WEBMD: Financially Ailing Company’s Co-Founders Resign
WebMD Corp.'s co-founder and co-CEO Jeff Arnold and co-founder Jim Clark both resigned yesterday, turning control of the company over to Martin Wygod, who had shared the chief executive job with Arnold, the New York Times reports. Focusing on the company's bottom line, Wygod said that he hopes the financially ailing company will break even by the end of next year. WebMD has been losing more than $80 million every three months, and yesterday's resignations drove the company's stock to a 52-week low of $8.50 per share. Clark, who merged his company Healtheon with Arnold's WebMD in the hopes of forging online "connections among just about everybody in health care," said he had "confidence in the direction of the leadership of ... Wygod and his management team." He added, "At this time, I need to turn my attention to the three private companies in which I am very actively involved" (Freudenheim, New York Times, 10/13). Addressing his departure, Arnold said it was "the right decision for me and the company," adding, "The company needed one leader. It made sense for me to go" (Miller, Atlanta Journal-Constitution, 10/13). Wygod previously chaired Medical Manager Corp. and its Internet subsidiary, CareInsite, which were acquired by WebMD in a deal completed last month (Carrns, Wall Street Journal, 10/13). The merger gave WebMD access to roughly 185,000 physicians who were using Medical Manager's software (Ackerman, San Jose Mercury News, 10/13). WebMD also announced yesterday that the company, "pending board approval," will move from Atlanta, Ga., to Elmwood Park, N.J., where Wygod ran Medical Manager (Atlanta Journal-Constitution, 10/13).
Toward Profitability?
The resignations of Clark and Arnold follow WebMD's decision last month to lay off 1,100 employees, merge offices and data centers and reduce marketing in an effort to save $250 million by the end of next year ( California Healthline, 9/29).
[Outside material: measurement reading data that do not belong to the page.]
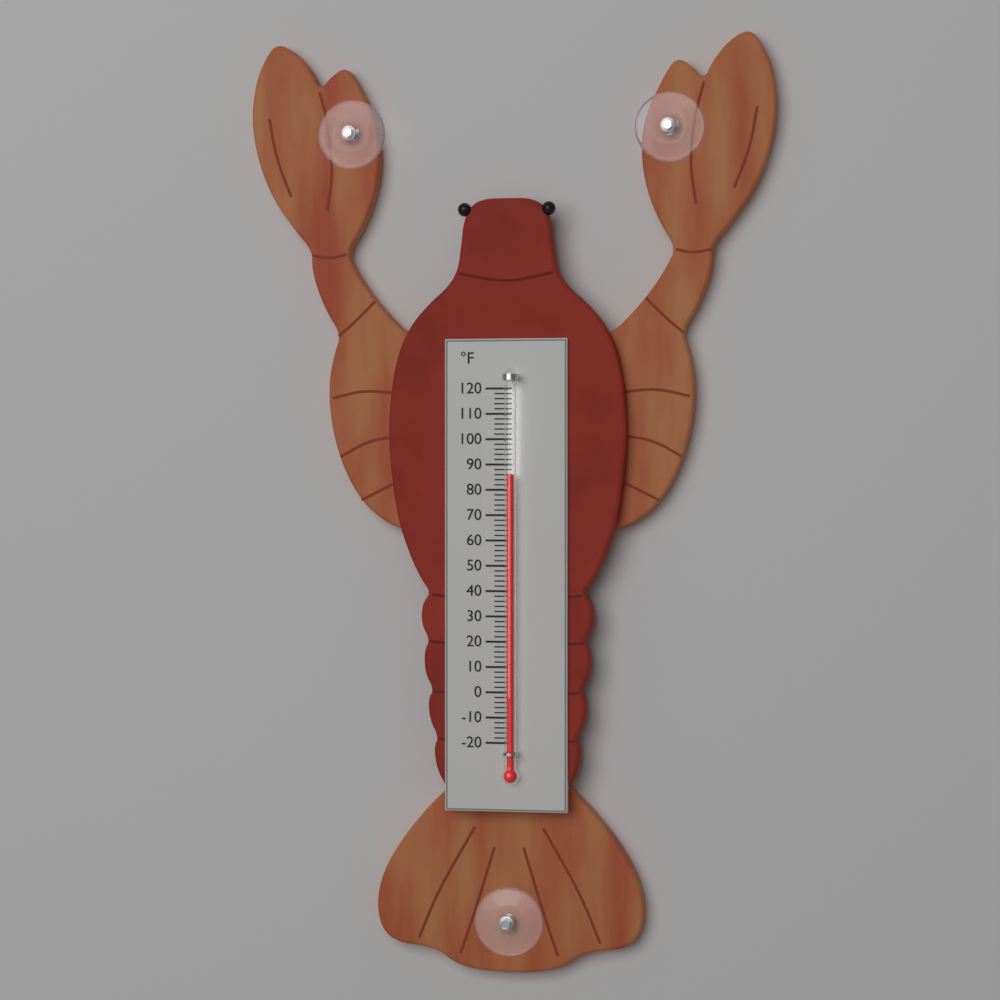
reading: 86 °F
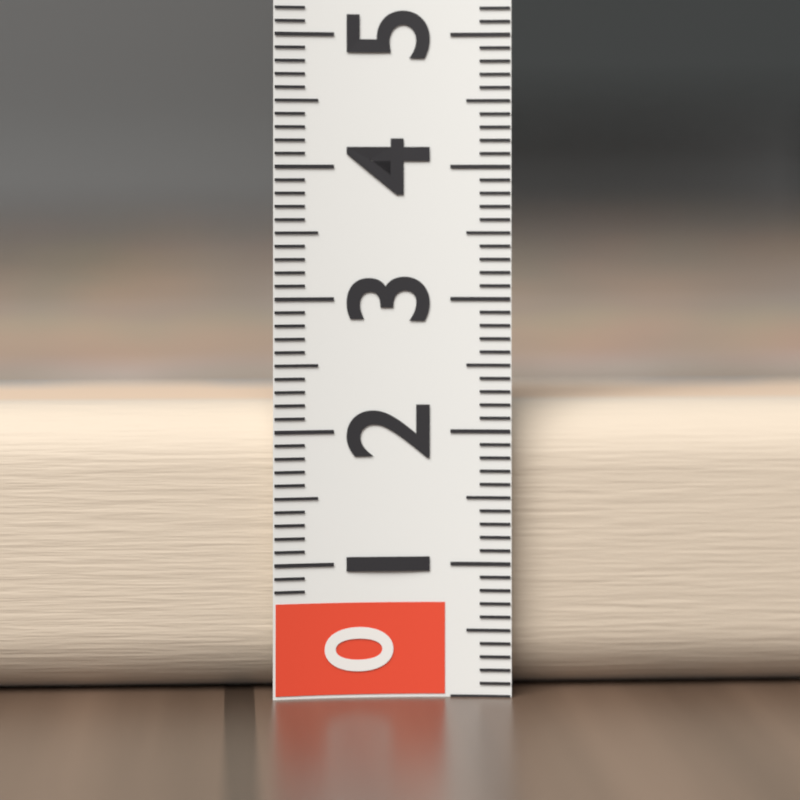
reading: 2.2 (no unit)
Wygod, a "health care industry veteran," has been given the "task of knitting a coherent, profitable business from WebMD's various applications and far-flung divisions." While the company "continues to sustain large losses," WebMD said yesterday that it had $800 million in cash as of the end of last month and will receive additional funds from the sale of Porex, its medical plastics subsidiary (Wall Street Journal, 10/13). As a further cost-cutting measure, Wygod said that he plans to integrate WebMD's electronic system for sending and paying medical bills with its Medical Manager software, which assists physicians in organizing their offices, in an effort "to give doctors instant information about the insurance status of patients on a hand-held computer." The company also hopes to introduce a Web-based "conduit" to connect payers, providers and health plan members. Wygod added, "Over the next three months, we will renegotiate a dozen different strategic alliances that don't make sense in their current form. We will eliminate and write off any acquisitions that are losing a lot of money or don't work for us strategically" (New York Times, 10/13).